26 FOREVER MAN (HOW MANY TIMES) (Beatchuggers featuring Eric Clapton) 

Now this is a concept you would have been proud to have thought up isn't it? How about a dance single based around a sample from none other than guitar legend Eric Clapton. This single is the product of the fevered imagination of Danishman Michael Linde who gained the approval of the axeman himself to take the vocals from his 1985 single Forever Man and turn them into this Latin-flavoured dancefloor stormer. Perhaps surprisingly (even to this lifelong EC fan) the result is nothing short of brilliant and really this single deserves far better than this somewhat minor chart entry.
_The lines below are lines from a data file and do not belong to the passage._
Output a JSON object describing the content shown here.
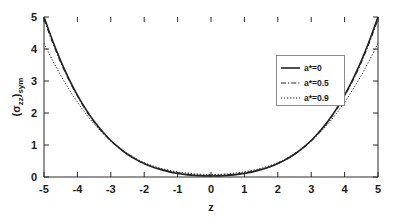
{
  "chart_data": {
    "type": "line",
    "title": "",
    "xlabel": "z",
    "ylabel": "(σzz)sym",
    "ylabel_base": "(σ",
    "ylabel_sub1": "zz",
    "ylabel_mid": ")",
    "ylabel_sub2": "sym",
    "xlim": [
      -5,
      5
    ],
    "ylim": [
      0,
      5
    ],
    "xticks": [
      -5,
      -4,
      -3,
      -2,
      -1,
      0,
      1,
      2,
      3,
      4,
      5
    ],
    "xticklabels": [
      "-5",
      "-4",
      "-3",
      "-2",
      "-1",
      "0",
      "1",
      "2",
      "3",
      "4",
      "5"
    ],
    "yticks": [
      0,
      1,
      2,
      3,
      4,
      5
    ],
    "yticklabels": [
      "0",
      "1",
      "2",
      "3",
      "4",
      "5"
    ],
    "grid": false,
    "legend_position": "center-right",
    "series": [
      {
        "name": "a*=0",
        "label": "a*=0",
        "style": "solid",
        "color": "#242424",
        "width": 1.6,
        "x": [
          -5,
          -4.75,
          -4.5,
          -4.25,
          -4,
          -3.75,
          -3.5,
          -3.25,
          -3,
          -2.75,
          -2.5,
          -2.25,
          -2,
          -1.75,
          -1.5,
          -1.25,
          -1,
          -0.75,
          -0.5,
          -0.25,
          0,
          0.25,
          0.5,
          0.75,
          1,
          1.25,
          1.5,
          1.75,
          2,
          2.25,
          2.5,
          2.75,
          3,
          3.25,
          3.5,
          3.75,
          4,
          4.25,
          4.5,
          4.75,
          5
        ],
        "y": [
          5.0,
          4.28,
          3.63,
          3.06,
          2.56,
          2.12,
          1.74,
          1.42,
          1.14,
          0.91,
          0.71,
          0.55,
          0.42,
          0.31,
          0.23,
          0.16,
          0.11,
          0.075,
          0.05,
          0.035,
          0.03,
          0.035,
          0.05,
          0.075,
          0.11,
          0.16,
          0.23,
          0.31,
          0.42,
          0.55,
          0.71,
          0.91,
          1.14,
          1.42,
          1.74,
          2.12,
          2.56,
          3.06,
          3.63,
          4.28,
          5.0
        ]
      },
      {
        "name": "a*=0.5",
        "label": "a*=0.5",
        "style": "dashdot",
        "color": "#242424",
        "width": 1.1,
        "x": [
          -5,
          -4.75,
          -4.5,
          -4.25,
          -4,
          -3.75,
          -3.5,
          -3.25,
          -3,
          -2.75,
          -2.5,
          -2.25,
          -2,
          -1.75,
          -1.5,
          -1.25,
          -1,
          -0.75,
          -0.5,
          -0.25,
          0,
          0.25,
          0.5,
          0.75,
          1,
          1.25,
          1.5,
          1.75,
          2,
          2.25,
          2.5,
          2.75,
          3,
          3.25,
          3.5,
          3.75,
          4,
          4.25,
          4.5,
          4.75,
          5
        ],
        "y": [
          4.93,
          4.22,
          3.58,
          3.02,
          2.53,
          2.09,
          1.72,
          1.4,
          1.13,
          0.9,
          0.71,
          0.55,
          0.42,
          0.32,
          0.24,
          0.18,
          0.13,
          0.095,
          0.07,
          0.055,
          0.05,
          0.055,
          0.07,
          0.095,
          0.13,
          0.18,
          0.24,
          0.32,
          0.42,
          0.55,
          0.71,
          0.9,
          1.13,
          1.4,
          1.72,
          2.09,
          2.53,
          3.02,
          3.58,
          4.22,
          4.93
        ]
      },
      {
        "name": "a*=0.9",
        "label": "a*=0.9",
        "style": "dotted",
        "color": "#242424",
        "width": 1.0,
        "x": [
          -5,
          -4.75,
          -4.5,
          -4.25,
          -4,
          -3.75,
          -3.5,
          -3.25,
          -3,
          -2.75,
          -2.5,
          -2.25,
          -2,
          -1.75,
          -1.5,
          -1.25,
          -1,
          -0.75,
          -0.5,
          -0.25,
          0,
          0.25,
          0.5,
          0.75,
          1,
          1.25,
          1.5,
          1.75,
          2,
          2.25,
          2.5,
          2.75,
          3,
          3.25,
          3.5,
          3.75,
          4,
          4.25,
          4.5,
          4.75,
          5
        ],
        "y": [
          4.18,
          3.66,
          3.18,
          2.74,
          2.34,
          1.98,
          1.66,
          1.38,
          1.13,
          0.92,
          0.73,
          0.58,
          0.45,
          0.35,
          0.27,
          0.21,
          0.16,
          0.125,
          0.1,
          0.085,
          0.08,
          0.085,
          0.1,
          0.125,
          0.16,
          0.21,
          0.27,
          0.35,
          0.45,
          0.58,
          0.73,
          0.92,
          1.13,
          1.38,
          1.66,
          1.98,
          2.34,
          2.74,
          3.18,
          3.66,
          4.18
        ]
      }
    ]
  },
  "colors": {
    "background": "#ffffff",
    "frame": "#2b2b2b",
    "text": "#1a1a1a",
    "legend_border": "#8a8a8a",
    "curve": "#242424"
  }
}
At they very least it is a dramatic improvement on the original chart peak of Forever Man as all it could manage back when first released was a solitary week at Number 75. This is the first Top 40 appearance for Eric Clapton since he made Number 39 with Circus in July 1998.


32 I SINGS (Mary Mary) 

The second chart hit for Mary Mary albeit a rather smaller hit than they would have hoped for as the follow-up to Shackles (Praise You) which made Number 5 back in June. It may take time but something tells me they haven't had their last Top 10 hit [stop listening to the voices 2000 James, they lie].


37 FAREWELL TO THE MOON (York) 

Hit single Number 3 for York aka Torsten Stenzal and assorted hangers-on, following The Awakening and of course this summer's' Number 4 smash hit On The Beach. The same ATB-esque formula applies here, Euro-dance with added slide guitars although without a familiar riff to guide the song as with their last hit, this track winds up being a little less memorable.